Contact: Mike Frick, mike.frick@treatmentactiongroup.org
October 14, 2021 — Today’s Global TB Report from WHO confirms our worst expectations for how COVID-19 has set back the global TB response. The pandemic has reversed an entire generation of progress. The first year-on-year increase in TB deaths since 2005 is devastating. We are dismayed to see that the world is not on track to meet any target set at the United Nations High-Level Meeting on TB in 2018. When the UN convenes its next high-level meeting on TB in 2023 heads of state and government must attend. And in the meantime, we need urgent action in every area of TB diagnosis, treatment, and prevention.
- Diagnose TB: TB diagnoses fell from 7.1 million (out of an estimated 10 million people who developed TB) in 2019 to 5.8 million in 2020. An already egregious diagnostic gap is now even worse with only 58% of people with TB receiving a diagnosis last year. Access to affordable molecular diagnostics closer to the point of care is necessary to close the TB diagnostic gap. TAG calls on Cepheid to reverse its decision to cancel the commercialization of the point-of-care GeneXpert Omni machine and to lower the price of Xpert tests to $5.00. We further call on governments and donors to break Cepheid’s monopoly by scaling-up other rapid molecular testing platforms.
- Treat TB: Drug-resistant TB treatment starts fell by 22% from 201,997 people in 2019 to 157,903 in 2020 (out of an estimated 500,000 people who newly develop drug-resistant TB each year). TAG calls on all countries to urgently ensure equitable access to all-oral regimens for treating drug-resistant TB by taking all actions necessary to make new TB drugs affordable and available, including overcoming patent barriers.
- Prevent TB: 21% fewer people started TB preventive treatment in 2020 compared to 2019 (3.6 million in 2019 compared to 2.8 million in 2020). In the absence of safe and effective new TB vaccines, preventive therapy remains the best way to keep families and communities safe from TB. TAG calls on governments to scale-up access to short-course TB preventive treatment regimens such as 3HP and 1HP and on manufacturers to introduce affordable, patient-friendly formulations of rifapentine for adults and children without delay.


→ **TASK ITEM**
Filter the records down to the lines that hold the word "Rates", and copy each of those lines.

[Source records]

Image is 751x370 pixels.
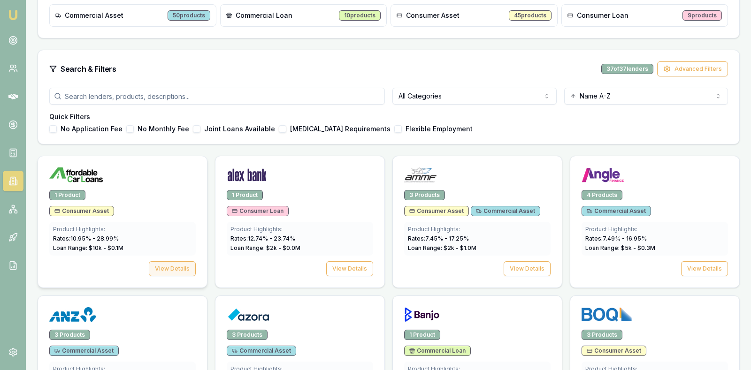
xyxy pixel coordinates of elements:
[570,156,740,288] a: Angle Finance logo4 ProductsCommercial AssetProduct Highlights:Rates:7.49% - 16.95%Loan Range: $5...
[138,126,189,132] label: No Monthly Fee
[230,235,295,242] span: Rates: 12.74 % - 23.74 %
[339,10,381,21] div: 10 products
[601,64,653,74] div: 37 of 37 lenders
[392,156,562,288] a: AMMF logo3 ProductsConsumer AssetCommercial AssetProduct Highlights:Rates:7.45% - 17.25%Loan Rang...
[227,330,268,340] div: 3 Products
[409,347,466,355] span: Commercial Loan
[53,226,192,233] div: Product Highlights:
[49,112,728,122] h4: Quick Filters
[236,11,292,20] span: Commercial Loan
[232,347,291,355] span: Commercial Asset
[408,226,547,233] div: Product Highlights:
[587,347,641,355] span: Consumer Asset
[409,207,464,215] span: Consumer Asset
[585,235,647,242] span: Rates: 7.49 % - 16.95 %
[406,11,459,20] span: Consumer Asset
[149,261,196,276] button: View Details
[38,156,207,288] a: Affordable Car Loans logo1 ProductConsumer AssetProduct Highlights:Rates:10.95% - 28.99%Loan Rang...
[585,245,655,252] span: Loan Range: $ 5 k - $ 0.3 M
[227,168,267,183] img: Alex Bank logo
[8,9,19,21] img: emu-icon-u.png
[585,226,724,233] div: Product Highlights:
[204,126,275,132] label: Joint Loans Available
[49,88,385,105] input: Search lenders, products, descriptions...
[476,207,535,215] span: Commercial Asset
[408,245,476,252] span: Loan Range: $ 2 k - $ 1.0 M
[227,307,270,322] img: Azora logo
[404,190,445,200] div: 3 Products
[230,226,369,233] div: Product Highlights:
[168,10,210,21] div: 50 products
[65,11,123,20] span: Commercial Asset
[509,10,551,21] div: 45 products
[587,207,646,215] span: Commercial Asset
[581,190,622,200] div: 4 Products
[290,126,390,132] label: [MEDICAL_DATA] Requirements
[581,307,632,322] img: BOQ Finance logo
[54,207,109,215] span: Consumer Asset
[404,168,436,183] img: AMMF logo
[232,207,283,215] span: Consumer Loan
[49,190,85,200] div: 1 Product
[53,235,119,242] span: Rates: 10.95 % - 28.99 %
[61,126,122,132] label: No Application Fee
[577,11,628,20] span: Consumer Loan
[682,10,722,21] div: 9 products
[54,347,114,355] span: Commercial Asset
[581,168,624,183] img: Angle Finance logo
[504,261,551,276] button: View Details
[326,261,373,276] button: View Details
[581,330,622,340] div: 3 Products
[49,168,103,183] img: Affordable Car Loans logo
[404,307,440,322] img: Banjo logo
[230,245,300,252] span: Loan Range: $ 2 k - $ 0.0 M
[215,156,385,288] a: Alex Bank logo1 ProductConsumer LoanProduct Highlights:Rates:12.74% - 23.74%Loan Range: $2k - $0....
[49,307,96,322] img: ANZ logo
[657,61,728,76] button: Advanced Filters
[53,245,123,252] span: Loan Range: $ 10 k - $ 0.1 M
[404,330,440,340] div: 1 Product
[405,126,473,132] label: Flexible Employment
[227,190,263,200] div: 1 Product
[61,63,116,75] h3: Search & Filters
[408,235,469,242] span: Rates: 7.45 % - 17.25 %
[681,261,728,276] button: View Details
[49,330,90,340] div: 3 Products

---

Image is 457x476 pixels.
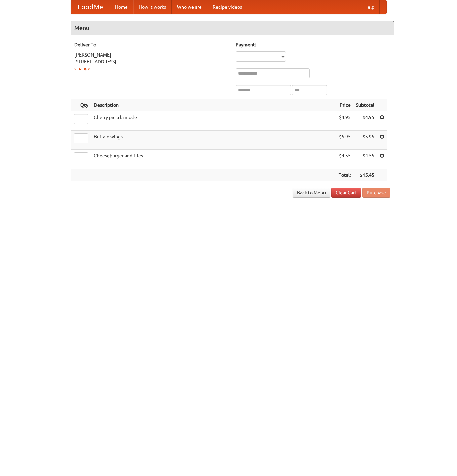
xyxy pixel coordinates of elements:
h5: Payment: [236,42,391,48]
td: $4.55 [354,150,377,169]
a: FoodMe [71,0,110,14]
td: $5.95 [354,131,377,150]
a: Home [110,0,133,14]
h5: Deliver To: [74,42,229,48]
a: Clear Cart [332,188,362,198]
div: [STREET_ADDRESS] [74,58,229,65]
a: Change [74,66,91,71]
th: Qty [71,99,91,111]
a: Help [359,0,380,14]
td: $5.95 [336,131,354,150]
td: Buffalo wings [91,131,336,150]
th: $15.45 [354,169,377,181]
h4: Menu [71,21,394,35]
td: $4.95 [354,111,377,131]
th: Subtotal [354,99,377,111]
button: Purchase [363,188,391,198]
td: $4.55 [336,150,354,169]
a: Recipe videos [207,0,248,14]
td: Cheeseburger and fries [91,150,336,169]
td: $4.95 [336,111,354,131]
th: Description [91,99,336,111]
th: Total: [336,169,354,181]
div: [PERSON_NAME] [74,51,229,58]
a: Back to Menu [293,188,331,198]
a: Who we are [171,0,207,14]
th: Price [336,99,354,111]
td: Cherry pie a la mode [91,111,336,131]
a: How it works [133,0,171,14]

→ **WRITTEN RESPONSE**
[570,156,740,288] a: Angle Finance logo4 ProductsCommercial AssetProduct Highlights:Rates:7.49% - 16.95%Loan Range: $5...
[230,235,295,242] span: Rates: 12.74 % - 23.74 %
[392,156,562,288] a: AMMF logo3 ProductsConsumer AssetCommercial AssetProduct Highlights:Rates:7.45% - 17.25%Loan Rang...
[585,235,647,242] span: Rates: 7.49 % - 16.95 %
[38,156,207,288] a: Affordable Car Loans logo1 ProductConsumer AssetProduct Highlights:Rates:10.95% - 28.99%Loan Rang...
[53,235,119,242] span: Rates: 10.95 % - 28.99 %
[215,156,385,288] a: Alex Bank logo1 ProductConsumer LoanProduct Highlights:Rates:12.74% - 23.74%Loan Range: $2k - $0....
[408,235,469,242] span: Rates: 7.45 % - 17.25 %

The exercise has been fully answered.